It focused on residents who were going door-to-door to “clean the voting rolls” and road-show election deniers sowing distrust in local elections. All the while, academics and county clerks did their best to debunk these claims. In one case in Shasta County, the clerk notified state and federal authorities of the possibility of intimidation because of self-styled voter integrity groups targeting individuals in their homes.
There are many causes for this fractured civic reality we’re living through today, but one reason is the disappearance of trusted sources of information. There are no longer agreed upon facts when we’re all stuck in individual echo chambers.
In 2022, the Agora Journalism Center at the University of Oregon’s journalism school released a report titled “Assessing Oregon’s Local News and Information Ecosystem.” It was an effort to measure the value of local news to our civic health by mapping local outlets around the state that regularly produce original news. “The civic health of communities is connected to the availability and quality of local news,” the report reads.
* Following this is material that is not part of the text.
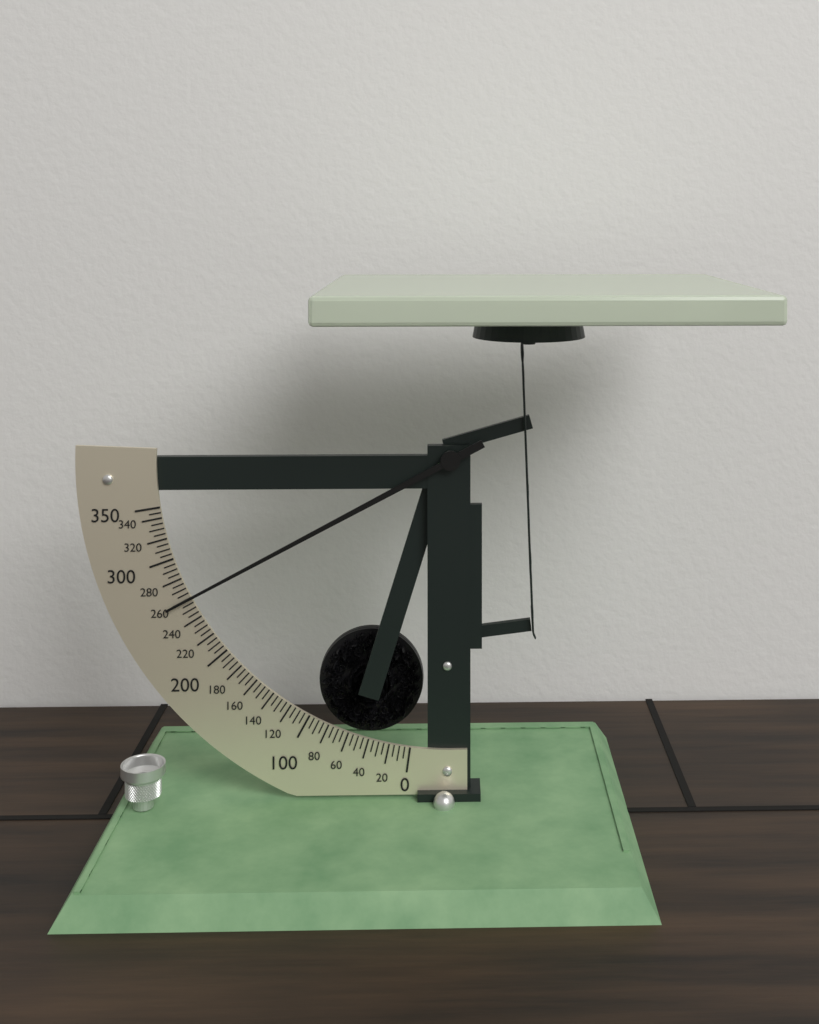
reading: 260 (no unit)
It identifies growing news deserts around Oregon, as well as the headwinds many local newsrooms face today. To cite one example from the report: “daily circulation of the Eugene Register-Guard reportedly dropped from nearly 80,000 in the year 2000 to under 20,000 in early 2022.” The report also noted a number of recent innovative journalism startups, including nonprofit websites like Underscore and the Oregon Capital Chronicle that freely share content, and collaborations between newsrooms to scale up coverage of important issues like the state governor’s race. But there’s another experiment that is beginning to take shape across the border in California: major state investments in local media.
Announced in September, the California legislature is funding a $25 million fellowship program meant to strengthen local reporting in underserved areas across the state. The money will fund up to 40 fellows per year for at least three years. The goal is to create new journalism jobs in California in communities in need of local reporting. “The program aims to strengthen local reporting across the state and to combat the gaps in credible local news coverage that have been filled by disinformation,” according to the legislation’s sponsor Sen. Steve Glazer, D-Contra Costa.
The program will be administered by the UC Berkeley Graduate School of Journalism, which has made major efforts in recent years to attract a more diverse faculty and student population through tuition support in an effort to expand the field of who gets to be a journalist. (Incidentally, I earned a master’s degree from the UC Berkeley J-School in 2014.)
This concept is not entirely new. The nonprofit Report for America started in 2017 with the goal of putting early-career journalists in local newsrooms “to report on under-covered issues and communities.” In 2022 RFA funded 300 reporter positions around the country. The yet-to-be-named California program will fund a fraction of that number, but according to the Berkeley J-School, it is thought to be “the largest state allocation ever made in California and in the U.S. to support local journalism.”
Public radio and public television have long-received support from the federal government through the Corporation for Public Broadcasting. At JPR, about 10% of our budget comes from CPB on an annual basis. But as journalism is increasingly being seen as a public good and an essential element of a working democracy, the push for government funding local media is also growing. In 2021, the Local Journalism Sustainability Act was introduced in the U.S. House of Representatives with bipartisan support. That year Oregon Sen. Ron Wyden helped introduce the same legislation in the Senate. The bills would support news organizations and subscribers through a series of tax credits. But, let’s be honest, given how few bills Congress can agree upon these days, it’s unlikely federal legislation will provide a solution.
California’s new experiment to support local journalism could be duplicated in Oregon. The 2023 Oregon legislative session begins in mid-January. While California’s budget is orders of magnitude larger than Oregon’s, even a fraction of California’s $25 million investment could help put reporters in communities that the Agora Journalism Center report identifies as being on the verge of becoming news deserts, including Crook, Gilliam, Grant, Harney, Klamath, Lake, Morrow, Sherman, Wallowa and Wheeler counties.
One way or another, Oregon citizens will have access to information. It might come from bold, new journalism startups. But it could also come from unverified Nextdoor rumor-mills, opinion blogs masquerading as journalism, or worse, intentional misinformation from traveling election deniers.